Attorneys for an inmate are asking the Alabama Supreme Court to reject the state's request to set an execution date for him using the new execution method of nitrogen hypoxia.
An Alabama inmate would be the test subject for the “experimental” execution method of nitrogen hypoxia, his lawyers argued, as they asked judges to deny the state’s request to carry out his death sentence using the new method.
In a Friday court filing, attorneys for Kenneth Eugene Smith asked the Alabama Supreme Court to reject the state attorney general’s request to set an execution date for Smith using the proposed new execution method. Nitrogen gas is authorized as an execution method in three states but it has never been used to put an inmate to death.
Smith’s attorneys argued the state has disclosed little information about how nitrogen executions would work, releasing only a redacted copy of the proposed protocol.
You know you live in a third world country if you have discussions about how to kill your citizens. There is no need for the death penalty but a twisted and false sense of justice.
This is interesting, and I personally feel he is fighting it only because it buys him more time. In a different article (linked in this one), where they announce Alabama's plan to use nitrogen it says:
Smith, in seeking to block the state’s second attempt to execute him by lethal injection, had argued that nitrogen should be available.
So he literally asked to use nitrogen, they said "ok" and now's he's saying "how dare you try to use me as a guinea pig"

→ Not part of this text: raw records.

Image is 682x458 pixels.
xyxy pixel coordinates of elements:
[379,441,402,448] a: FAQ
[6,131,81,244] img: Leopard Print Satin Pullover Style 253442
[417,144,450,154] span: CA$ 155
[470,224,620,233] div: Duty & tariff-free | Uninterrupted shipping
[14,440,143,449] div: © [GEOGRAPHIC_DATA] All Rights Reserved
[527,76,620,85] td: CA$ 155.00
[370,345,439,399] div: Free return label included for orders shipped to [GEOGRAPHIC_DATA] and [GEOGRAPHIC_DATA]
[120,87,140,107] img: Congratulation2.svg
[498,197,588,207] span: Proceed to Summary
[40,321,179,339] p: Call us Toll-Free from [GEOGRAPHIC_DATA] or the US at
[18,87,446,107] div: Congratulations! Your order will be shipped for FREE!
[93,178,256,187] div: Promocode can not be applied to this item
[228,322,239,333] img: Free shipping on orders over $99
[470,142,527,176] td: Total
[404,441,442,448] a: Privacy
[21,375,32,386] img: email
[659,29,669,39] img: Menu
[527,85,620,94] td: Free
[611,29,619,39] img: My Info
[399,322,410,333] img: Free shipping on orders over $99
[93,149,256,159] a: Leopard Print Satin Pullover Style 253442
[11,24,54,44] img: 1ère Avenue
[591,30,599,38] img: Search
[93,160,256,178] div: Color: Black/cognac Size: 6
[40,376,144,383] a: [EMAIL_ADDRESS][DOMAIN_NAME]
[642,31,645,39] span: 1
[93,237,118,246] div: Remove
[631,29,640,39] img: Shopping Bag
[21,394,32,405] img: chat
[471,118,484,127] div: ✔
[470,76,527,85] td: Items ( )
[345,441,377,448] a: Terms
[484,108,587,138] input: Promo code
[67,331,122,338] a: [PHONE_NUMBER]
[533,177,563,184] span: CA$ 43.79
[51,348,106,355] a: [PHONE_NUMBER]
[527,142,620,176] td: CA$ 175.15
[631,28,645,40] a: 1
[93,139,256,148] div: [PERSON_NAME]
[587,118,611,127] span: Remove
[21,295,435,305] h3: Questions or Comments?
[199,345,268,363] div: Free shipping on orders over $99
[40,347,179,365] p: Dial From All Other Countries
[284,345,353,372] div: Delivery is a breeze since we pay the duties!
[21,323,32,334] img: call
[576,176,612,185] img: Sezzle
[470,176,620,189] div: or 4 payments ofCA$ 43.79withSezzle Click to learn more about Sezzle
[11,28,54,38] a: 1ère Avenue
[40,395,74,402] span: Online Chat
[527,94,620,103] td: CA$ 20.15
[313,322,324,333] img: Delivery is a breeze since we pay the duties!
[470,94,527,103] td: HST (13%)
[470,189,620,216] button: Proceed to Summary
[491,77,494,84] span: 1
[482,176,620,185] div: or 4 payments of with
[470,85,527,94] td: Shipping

I support giving convicts with death sentences the right to choose the means (within reason). Nitrogen hypoxia is probably more humane than most of the methods we've tried, although I personally prefer bringing back the guillotine. If we're willing to kill a man for justice, we ought be willing to reject childish euphemisms (putting him to sleep) and make a bloody mess of it.
A glib reply would be "What's the worst that could happen?, they'd die?" but a far worse outcome is that they remain conscious but in constant pain for an unnecessarily long time. I'm personally against execution of any form but if it's going to be done let's make sure it's humane.
Last time a new method of execution was made, lethal injection, it was developed by a veterinarian who vaguely described how it might work and then it was administered by non-physicians because no doctor would ever touch this. I wonder who developed this new method.
My position: no government should be given the power to kill its citizens under any other circumstances than to protect other people from imminent violence, i.e. the same circumstances that would qualify as self-defence by a private individual.
For the sake of argument: if you really wanted a painless and humane death what could be better than a carefully modulated dose of opioids?
I'm guessing the answer is if they get high on the way out then it isn't justice because only fear and suffering will assuage those with a vengeance boner.
I don't know much about asphyxiation but it does not sound comfortable. Concerning lethal injection, it's not certain how much pain the paralyzed body feels as the heart is being stopped – have there been EEG studies?